Did you click on the box that said
Quote:check to start a gallery with this image
nice, I like your shot better than the one of the front page of the globe.
<hey, a bunch of us were worried about Frank, have you heard from him lately?>
Edgar said that he's just busy with golf these days.
Well I'm not sure of "just". Busy with golf, didn't figure out if he's also not feeling well.
No, I was beginning to wonder myself..
Loving these pics, Joe, thanks.
What keeps making an impression on me is the live/dead contrast -- vibrant colors and movement against the bare gray skeletons of trees.
the movement is really working for me
Joe - do the pix seem better to you than the installation did 'live and in person'?
I've also just sent a note to Frank. He promised me a walk. :wink:
By the way what happens for me when I click on the pictures is as it starts loading it's too big for my screen, then when it's all finished it adjusts and is perfectly sized. (Large but can see the whole thing.) Not sure what is causing that automatic adjustment, but works great from my end.
Just a reminder: This part of Central Park is the most forested, wildest, (if you can be wild this deep in the city),(I saw cardinals and two redhead woodpeckers this morning.) so the gates are especially odd in this setting.
from this morning:
Wow. Olmstead was a smartie.
I can't see Robert Frost writing a poem about this road in a woods.

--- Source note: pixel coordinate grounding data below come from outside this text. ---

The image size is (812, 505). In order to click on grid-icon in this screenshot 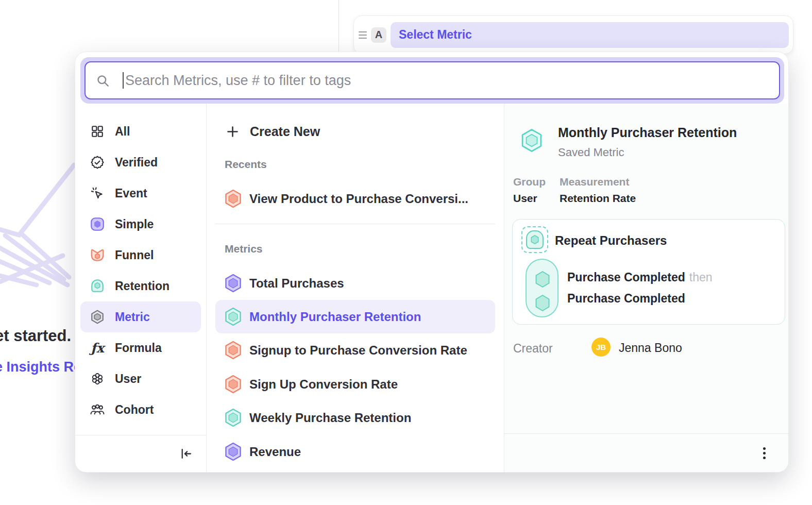, I will do `click(97, 131)`.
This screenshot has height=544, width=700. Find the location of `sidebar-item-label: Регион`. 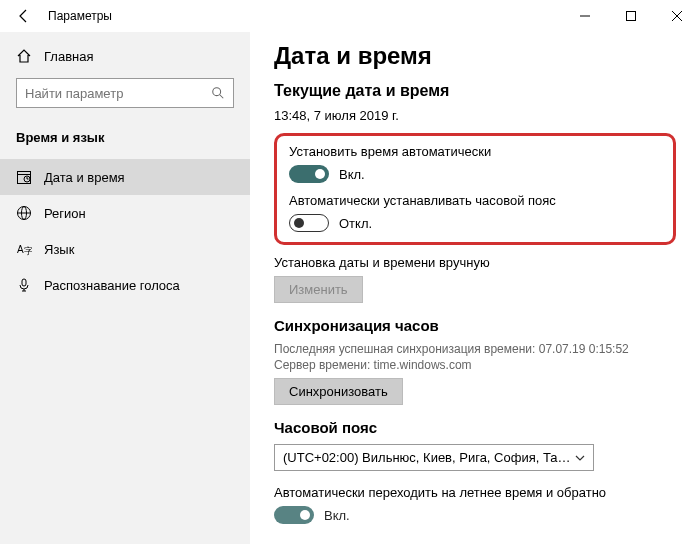

sidebar-item-label: Регион is located at coordinates (65, 214).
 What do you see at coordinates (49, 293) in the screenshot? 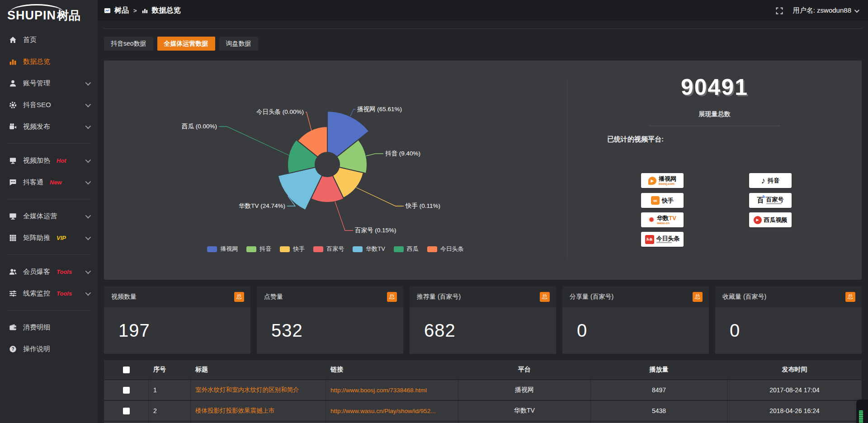
I see `sidebar-item-lead-monitor: 线索监控Tools` at bounding box center [49, 293].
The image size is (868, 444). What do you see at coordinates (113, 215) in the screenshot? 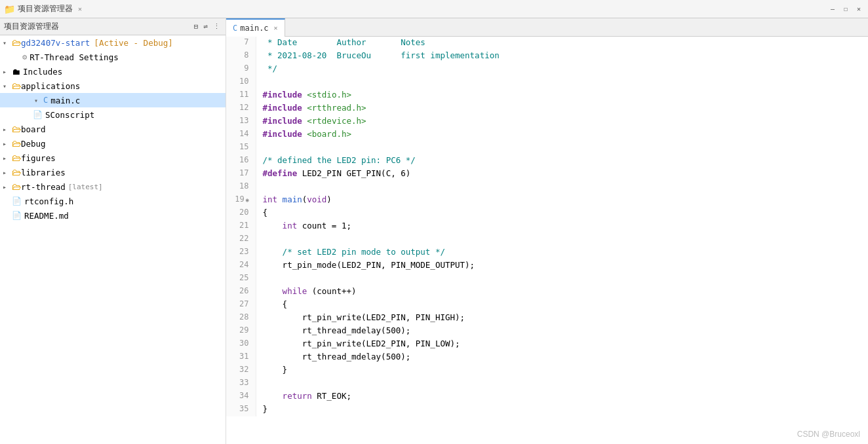
I see `sidebar-item-readme: 📄 README.md` at bounding box center [113, 215].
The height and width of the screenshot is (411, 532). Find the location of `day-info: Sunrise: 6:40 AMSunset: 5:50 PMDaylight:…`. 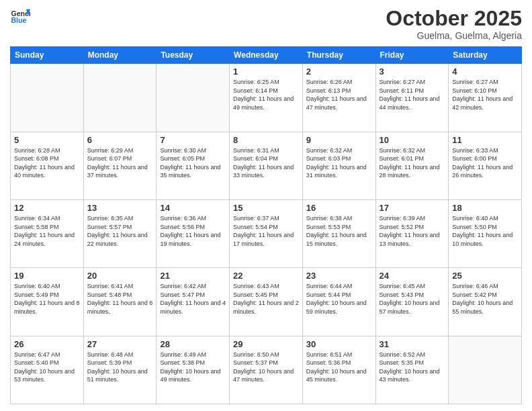

day-info: Sunrise: 6:40 AMSunset: 5:50 PMDaylight:… is located at coordinates (485, 231).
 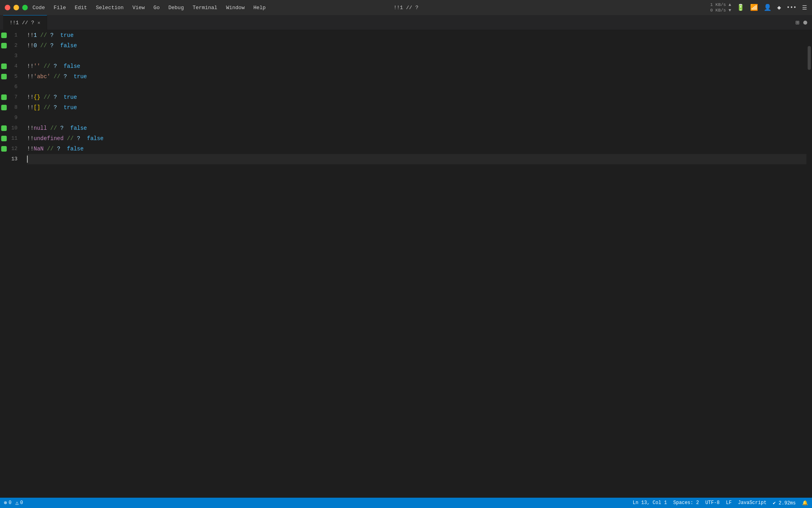 I want to click on maximize-button, so click(x=25, y=8).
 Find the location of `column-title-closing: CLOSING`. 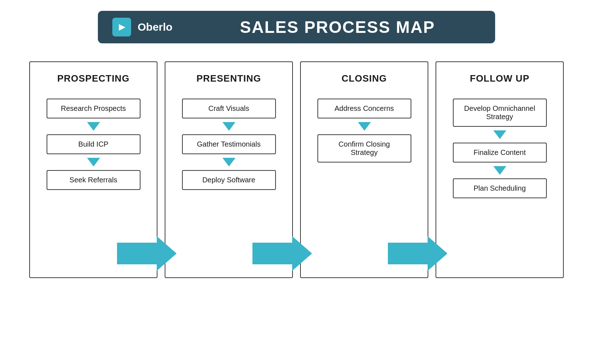

column-title-closing: CLOSING is located at coordinates (364, 79).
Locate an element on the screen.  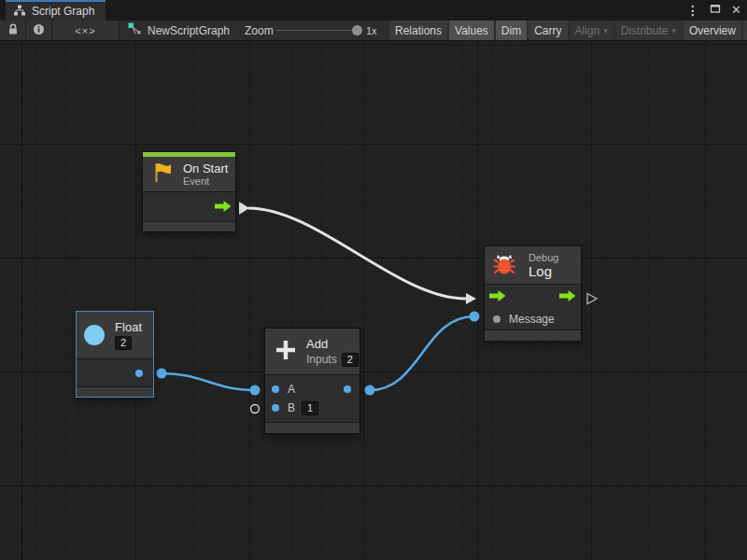
graph-name: NewScriptGraph is located at coordinates (179, 30).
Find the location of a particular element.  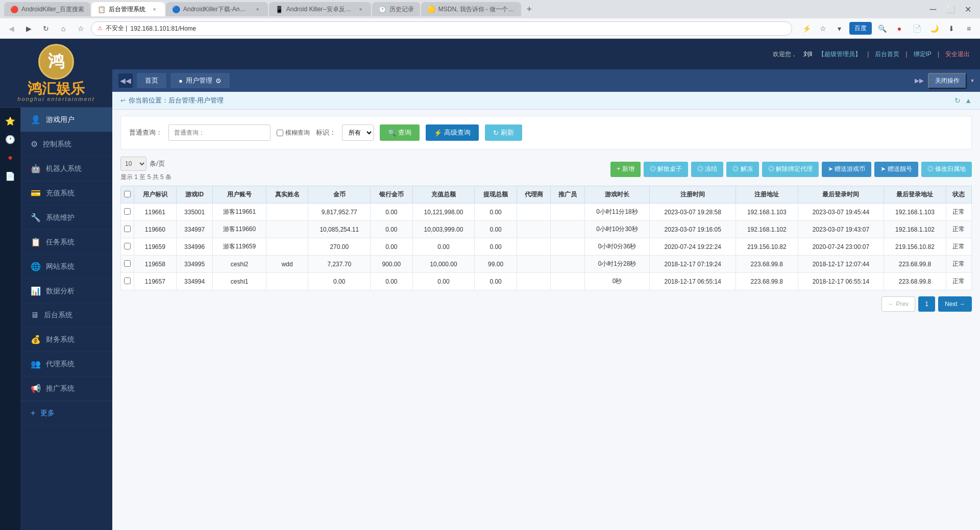

scatter-button: ◎ 解散桌子 is located at coordinates (666, 169).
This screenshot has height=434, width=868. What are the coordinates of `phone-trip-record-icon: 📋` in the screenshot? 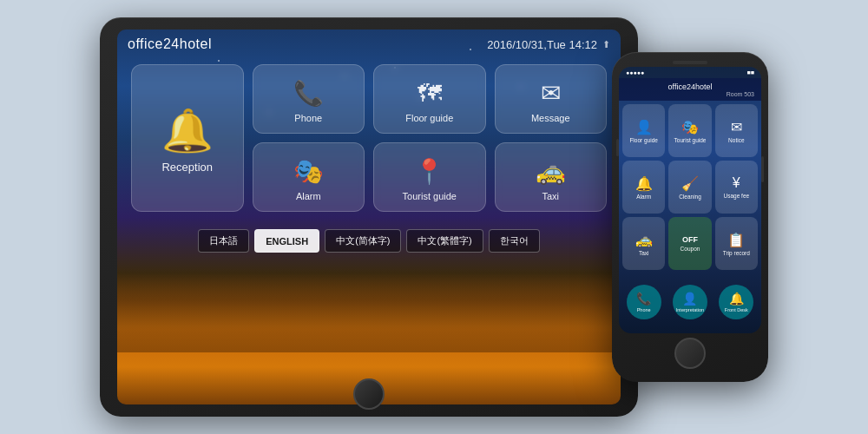 It's located at (736, 240).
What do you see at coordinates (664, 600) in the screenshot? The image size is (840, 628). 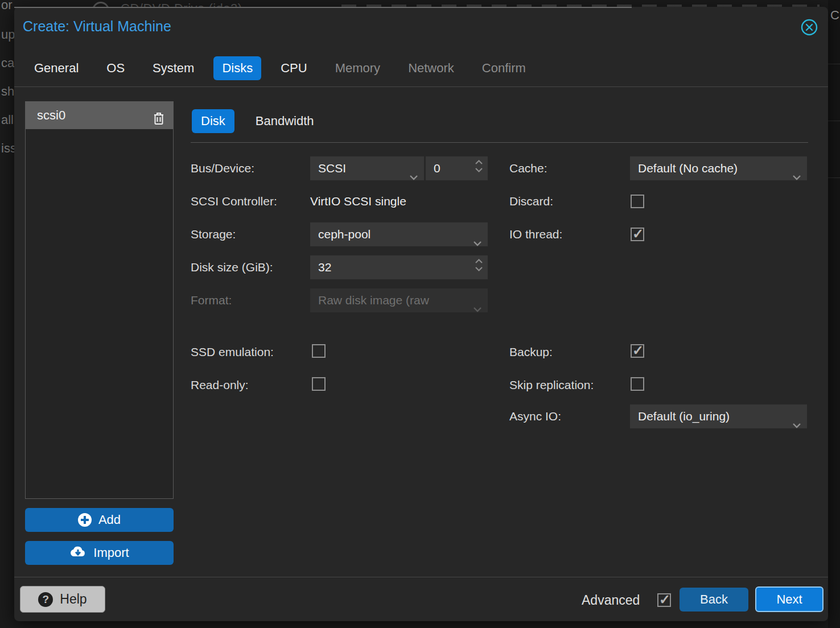 I see `advanced-checkbox` at bounding box center [664, 600].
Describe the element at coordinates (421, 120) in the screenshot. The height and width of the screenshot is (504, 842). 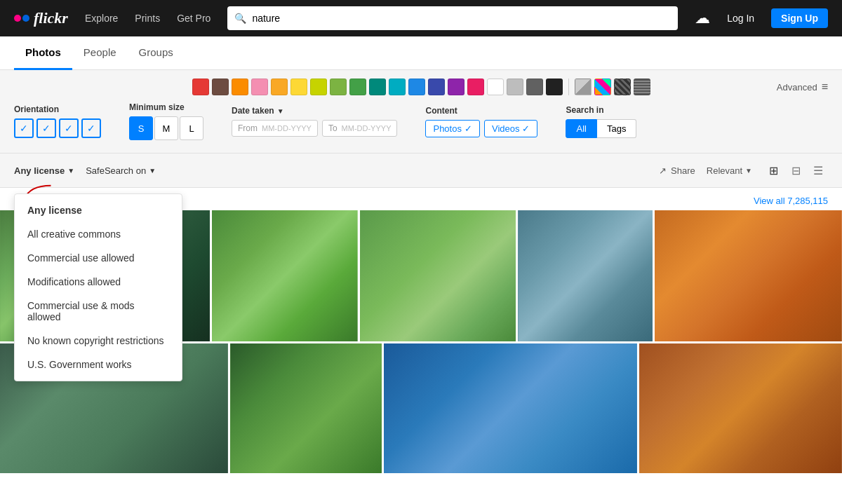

And this is what I mean by seeming to be a construction site. As you come up over this rocky outcrop this is what you see in the distance. I thought for a second it was a barn....
I'm enjoying the photos but I can only see Francis' pics, and then the last three Joe posted on this page, great photos. The rest are image x's. Hmmm, probably my computer.
Rats, I still don't know what I think.
beautiful - thanks for the photos, Joe!
And thanks for the info on frank......
Those blocky things bother me. I read somewhere that they were originally supposed to dig 15,000 holes, put the posts straight in, that'd be a lot better esthetically. I get that this is more temporary, remove 'em in 16 days and no sign of their presence, but it messes with the line. Directs your attention down when your attention should be directed up.
Yeah, I think as I heard about it it grew into something more amazing, in my mind, than it is in reality.
thank you thank you thank you for the photos.
The absolute symmetry of it all is what fascinates me. The precision.
True. But also how it's both, precision and then organic shapes as the fabric does its own thing. Lots of interplay, lots of contrasts.